A
Here’s the SBQ (Summary Bullet Quotes) for the foundational text and commentaries on:
📘 Nāgārjuna’s Madhyamaka (Middle Way Philosophy)
— Root text: Mūlamadhyamakakārikā by Nāgārjuna
— With insights from key commentaries by Chandrakirti, Tsongkhapa, and modern scholars (e.g., Garfield, Siderits)
🕉️ CORE THEMES:
-
Reality is empty (śūnya) of intrinsic, independent existence.
-
All things arise dependently (pratītyasamutpāda) — there is no essence or self-nature (svabhāva).
-
Madhyamaka is the middle path between eternalism and nihilism.
-
Language and concepts are conventional tools, not absolute truths.
💡 Summary Bullet Quotes (SBQ):
-
“Whatever is dependently arisen, that is explained to be emptiness.”
-
“Emptiness itself is empty — not a substance, not an absolute.”
-
“There is no phenomenon that is not dependently arisen. Therefore, there is no phenomenon that is not empty.”
-
“The ultimate truth is that there is no ultimate reality independent of conceptual designation.”
-
“To grasp at reality as either existent or nonexistent is to fall into extremes.”
-
“Without emptiness, nothing could function. It is precisely because things are empty that they can change.”
-
“Conventional truth is valid, but only provisionally — like a raft to cross a river.”
🧘 KEY INSIGHTS:
-
Nāgārjuna dismantles all philosophical views — even his own — to reveal that non-clinging is wisdom.
-
Madhyamaka offers not metaphysical speculation but a method of deconstruction — freeing the mind from dualities.
-
True understanding leads to compassion, not despair — recognizing emptiness makes suffering workable.
🔍 FOURFOLD REFUTATION (Catuṣkoṭi):
Nāgārjuna refutes all possibilities of existence:
-
It exists.
-
It does not exist.
-
It both exists and does not exist.
-
It neither exists nor does not exist.
→ None withstand ultimate analysis.
🎯 Key Insight:
Nāgārjuna’s Madhyamaka is not about denying reality, but realizing that all appearances are relational, contingent, and interdependent — and that liberation lies in releasing our grasping for fixed truths.
Would you like a simple diagram of the Two Truths doctrine, or a comparison of Nāgārjuna and Western post-structuralism?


## Exercise directions
Every line containing "Refracted" should be copied out. Go through the entries and find them.
(Records shown)
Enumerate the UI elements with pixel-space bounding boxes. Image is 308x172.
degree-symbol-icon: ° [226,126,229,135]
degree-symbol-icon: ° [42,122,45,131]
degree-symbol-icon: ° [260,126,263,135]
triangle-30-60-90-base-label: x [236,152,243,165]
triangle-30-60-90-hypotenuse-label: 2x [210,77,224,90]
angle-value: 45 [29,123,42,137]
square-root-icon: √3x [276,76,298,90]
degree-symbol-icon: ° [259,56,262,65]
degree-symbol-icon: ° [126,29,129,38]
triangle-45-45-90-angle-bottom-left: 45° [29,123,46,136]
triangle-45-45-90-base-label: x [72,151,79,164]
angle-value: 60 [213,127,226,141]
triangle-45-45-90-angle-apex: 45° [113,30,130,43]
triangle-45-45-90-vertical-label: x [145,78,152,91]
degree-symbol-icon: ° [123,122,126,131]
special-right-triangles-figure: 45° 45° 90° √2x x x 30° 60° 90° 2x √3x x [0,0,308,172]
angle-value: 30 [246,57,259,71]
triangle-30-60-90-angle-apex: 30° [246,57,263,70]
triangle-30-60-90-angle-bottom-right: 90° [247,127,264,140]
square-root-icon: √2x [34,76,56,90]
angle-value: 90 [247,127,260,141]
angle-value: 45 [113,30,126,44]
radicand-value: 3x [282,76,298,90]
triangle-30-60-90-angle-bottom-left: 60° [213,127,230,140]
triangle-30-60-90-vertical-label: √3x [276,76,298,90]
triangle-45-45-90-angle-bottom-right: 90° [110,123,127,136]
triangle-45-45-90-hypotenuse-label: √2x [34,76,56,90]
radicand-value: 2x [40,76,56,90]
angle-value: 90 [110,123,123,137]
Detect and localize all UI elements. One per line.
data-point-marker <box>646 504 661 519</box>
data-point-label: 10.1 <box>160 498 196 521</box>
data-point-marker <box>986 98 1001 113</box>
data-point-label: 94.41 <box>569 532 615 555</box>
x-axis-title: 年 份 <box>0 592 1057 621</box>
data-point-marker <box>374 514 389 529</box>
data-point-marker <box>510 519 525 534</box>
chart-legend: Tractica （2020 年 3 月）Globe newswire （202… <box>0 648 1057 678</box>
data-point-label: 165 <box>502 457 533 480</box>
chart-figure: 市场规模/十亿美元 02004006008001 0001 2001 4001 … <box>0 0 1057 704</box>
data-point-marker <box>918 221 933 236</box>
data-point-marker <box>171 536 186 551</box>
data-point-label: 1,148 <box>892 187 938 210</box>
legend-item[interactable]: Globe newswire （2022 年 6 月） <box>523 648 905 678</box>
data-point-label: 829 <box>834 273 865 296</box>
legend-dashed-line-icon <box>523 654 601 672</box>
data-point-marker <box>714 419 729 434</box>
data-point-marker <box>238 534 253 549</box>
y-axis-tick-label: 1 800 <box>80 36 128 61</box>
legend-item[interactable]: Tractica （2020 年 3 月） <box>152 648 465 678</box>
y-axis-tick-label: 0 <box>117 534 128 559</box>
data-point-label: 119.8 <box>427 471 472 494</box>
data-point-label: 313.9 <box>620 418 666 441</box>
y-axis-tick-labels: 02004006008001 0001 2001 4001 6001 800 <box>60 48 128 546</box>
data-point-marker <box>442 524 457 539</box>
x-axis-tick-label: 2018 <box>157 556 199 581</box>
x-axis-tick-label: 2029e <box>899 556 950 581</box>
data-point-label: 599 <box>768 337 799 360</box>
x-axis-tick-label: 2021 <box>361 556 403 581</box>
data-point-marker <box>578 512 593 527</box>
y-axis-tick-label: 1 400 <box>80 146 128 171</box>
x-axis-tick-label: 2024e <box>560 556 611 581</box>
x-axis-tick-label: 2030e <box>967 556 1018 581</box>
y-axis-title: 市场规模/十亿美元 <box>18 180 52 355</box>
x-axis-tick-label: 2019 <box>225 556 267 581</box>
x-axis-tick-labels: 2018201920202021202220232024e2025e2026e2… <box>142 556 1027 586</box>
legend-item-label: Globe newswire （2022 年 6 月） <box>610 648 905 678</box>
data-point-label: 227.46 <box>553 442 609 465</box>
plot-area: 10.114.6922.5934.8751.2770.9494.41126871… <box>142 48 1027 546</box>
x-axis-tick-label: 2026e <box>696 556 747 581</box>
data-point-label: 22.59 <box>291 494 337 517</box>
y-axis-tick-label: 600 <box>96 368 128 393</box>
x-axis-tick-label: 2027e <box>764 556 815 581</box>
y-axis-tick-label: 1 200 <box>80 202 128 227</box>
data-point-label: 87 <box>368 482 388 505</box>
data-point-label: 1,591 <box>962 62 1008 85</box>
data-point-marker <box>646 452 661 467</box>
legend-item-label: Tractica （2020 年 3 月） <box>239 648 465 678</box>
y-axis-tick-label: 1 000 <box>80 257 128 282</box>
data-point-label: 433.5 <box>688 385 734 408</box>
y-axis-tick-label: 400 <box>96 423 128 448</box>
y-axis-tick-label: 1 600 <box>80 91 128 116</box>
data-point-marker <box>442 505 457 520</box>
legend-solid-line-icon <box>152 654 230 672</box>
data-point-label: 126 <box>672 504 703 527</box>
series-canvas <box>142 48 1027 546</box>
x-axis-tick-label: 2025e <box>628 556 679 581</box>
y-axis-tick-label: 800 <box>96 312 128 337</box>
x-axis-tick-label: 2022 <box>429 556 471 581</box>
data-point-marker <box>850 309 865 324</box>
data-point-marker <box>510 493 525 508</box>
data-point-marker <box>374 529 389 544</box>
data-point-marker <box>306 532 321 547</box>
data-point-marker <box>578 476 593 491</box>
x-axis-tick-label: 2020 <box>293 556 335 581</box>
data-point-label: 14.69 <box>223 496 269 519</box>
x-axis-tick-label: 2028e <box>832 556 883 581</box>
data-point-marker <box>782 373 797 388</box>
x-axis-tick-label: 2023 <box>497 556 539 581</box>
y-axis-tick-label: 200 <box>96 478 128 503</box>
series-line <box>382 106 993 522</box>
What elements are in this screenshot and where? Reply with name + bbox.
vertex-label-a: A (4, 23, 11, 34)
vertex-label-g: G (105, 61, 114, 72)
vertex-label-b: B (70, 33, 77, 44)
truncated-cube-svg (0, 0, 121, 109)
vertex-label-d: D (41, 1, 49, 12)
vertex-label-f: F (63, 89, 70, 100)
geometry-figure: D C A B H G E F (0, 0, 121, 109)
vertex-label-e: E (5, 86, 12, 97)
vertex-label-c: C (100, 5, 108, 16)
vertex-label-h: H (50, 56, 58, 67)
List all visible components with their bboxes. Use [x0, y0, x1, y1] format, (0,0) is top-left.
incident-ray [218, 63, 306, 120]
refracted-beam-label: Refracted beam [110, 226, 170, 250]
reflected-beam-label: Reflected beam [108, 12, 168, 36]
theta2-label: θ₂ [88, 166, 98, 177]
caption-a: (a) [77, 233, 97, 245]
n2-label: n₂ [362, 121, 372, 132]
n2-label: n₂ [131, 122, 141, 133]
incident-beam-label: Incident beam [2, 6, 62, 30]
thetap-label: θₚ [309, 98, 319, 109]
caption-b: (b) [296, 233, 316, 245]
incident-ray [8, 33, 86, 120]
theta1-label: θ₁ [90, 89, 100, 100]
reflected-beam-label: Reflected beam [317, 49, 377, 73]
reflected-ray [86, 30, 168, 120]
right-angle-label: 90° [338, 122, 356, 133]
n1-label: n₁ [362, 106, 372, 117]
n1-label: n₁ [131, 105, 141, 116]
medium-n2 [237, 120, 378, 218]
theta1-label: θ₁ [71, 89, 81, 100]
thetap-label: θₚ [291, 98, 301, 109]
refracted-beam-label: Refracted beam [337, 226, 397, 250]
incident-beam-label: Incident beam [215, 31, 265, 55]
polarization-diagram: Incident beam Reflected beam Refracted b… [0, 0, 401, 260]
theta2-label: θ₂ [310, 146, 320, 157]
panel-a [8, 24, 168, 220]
(End Records shown)
## Solution below
refracted-beam-label: Refracted beam [110, 226, 170, 250]
refracted-beam-label: Refracted beam [337, 226, 397, 250]
polarization-diagram: Incident beam Reflected beam Refracted b… [0, 0, 401, 260]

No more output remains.